Suppressed dives leave one strangely aching. Can it be that this is not only a parable of modern man in general, but that this is also a picture of the church? Can it be that Camus' poignant stranger is no stranger at all, but is one whom we know quite well? Can he be ourselves? Can it be that the church, the people of God, has in the Twentieth Century arrived at the bridge that leads from mere piety and mindless jargon and from otherworldliness, leading to relevance and involvement, but that at that crucial spot we have turned back? Can it not be that we too in the church feel often a strange aching, a longing, a desperate feeling that we are not having the influence and the relevance we ought to have; and can it not be also that that strange aching has to do with some suppressed dives? We have not dived full force into the world, with all its risks, for we might lose ourselves in the process. We are not taking the bridge, we are suppressing our instinct to plunge and help and save. And so we ache; much more, we anguish when men today wave their fists at the church and insist that Christians have nothing to say to the present crisis.

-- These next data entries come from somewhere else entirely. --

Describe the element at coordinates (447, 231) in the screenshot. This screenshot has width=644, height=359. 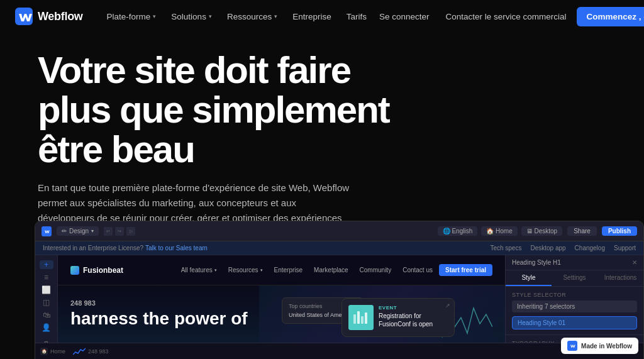
I see `globe-icon: 🌐` at that location.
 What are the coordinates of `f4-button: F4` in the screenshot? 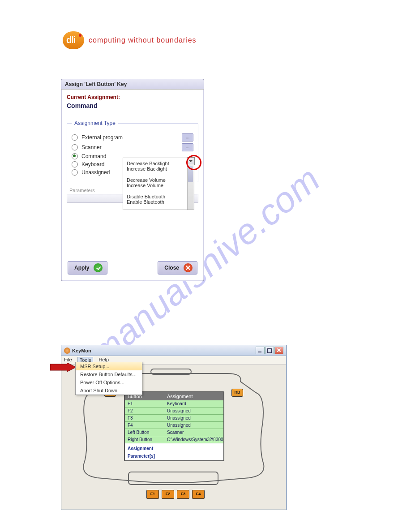 It's located at (198, 494).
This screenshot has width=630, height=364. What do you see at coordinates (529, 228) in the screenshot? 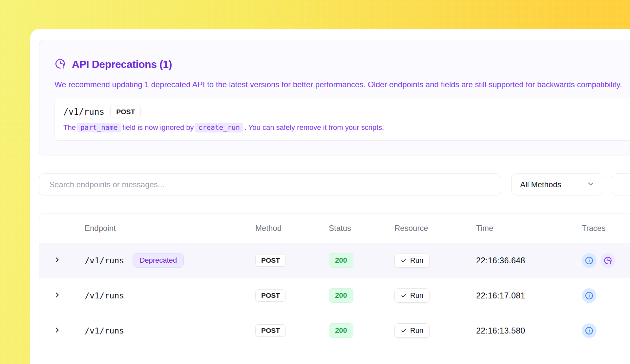
I see `column-header-time: Time` at bounding box center [529, 228].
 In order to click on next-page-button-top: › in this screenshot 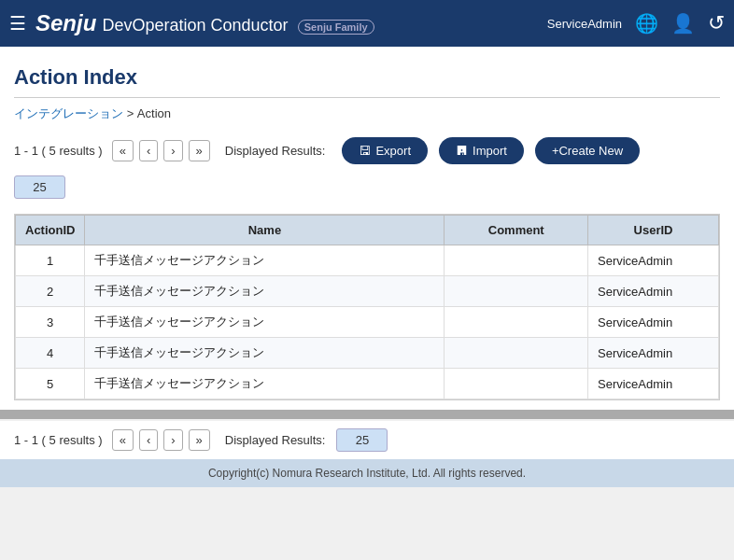, I will do `click(173, 151)`.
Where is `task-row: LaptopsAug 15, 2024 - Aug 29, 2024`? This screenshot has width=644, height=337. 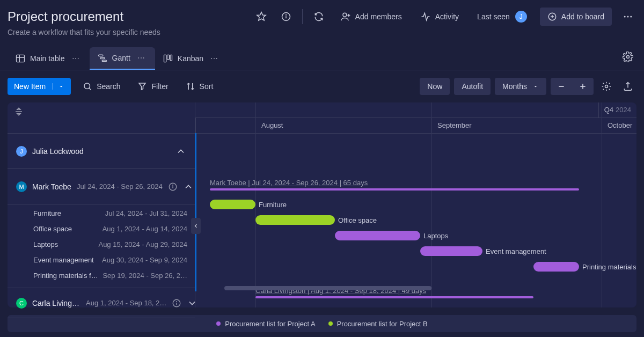 task-row: LaptopsAug 15, 2024 - Aug 29, 2024 is located at coordinates (101, 245).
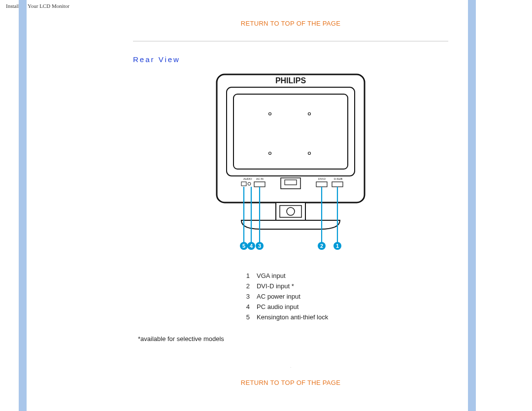 This screenshot has width=532, height=411. Describe the element at coordinates (251, 246) in the screenshot. I see `callout-4: 4` at that location.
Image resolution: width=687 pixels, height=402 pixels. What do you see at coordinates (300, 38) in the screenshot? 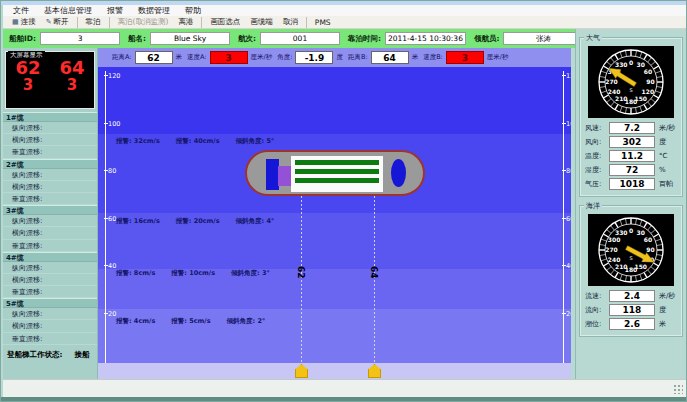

You see, what I am saying is that we know who we are, we know that we are God's chosen people, we know that we are here to be instruments of healing in a broken and sick world, and yet we are not acting upon our knowledge. We are not discharging our responsibilities; we are not being ministers of reconciliation to a world where men hate and fight and kill.

Why is this so? Why is it that we of the church have still not found our way into creative ministry to a needy world? Why has the Great Commission become so vague and so ethereal that it not longer stirs us into vital involvement? Deeper yet, why doesn't our practice of the Christian faith cost us something, why doesn't it get us into trouble? Where is the old revolutionary spirit which once was said to have turned the whole world upside down?

There are, I suppose, as many answers as there are Christians. Each of us has made his own private compromises, each of us has managed to wriggle out of the youthful idealism that once gripped him. But there is one reason in particular that seems meaningful to me; there is one outstanding reason why we fail to minister to the world, and that is that we are afraid of it! We are scared to become prophetically involved.

You see, you and I are the children of a religious tradition which has told us to shun the world. It has said to us, "Be careful of the world; stay away from it as much as possible. Ask the world only for food, shelter, and clothing; for the rest remain uncommitted.” Always there have been Christians who felt that the only way to remain Christian was to fear and to fell the world.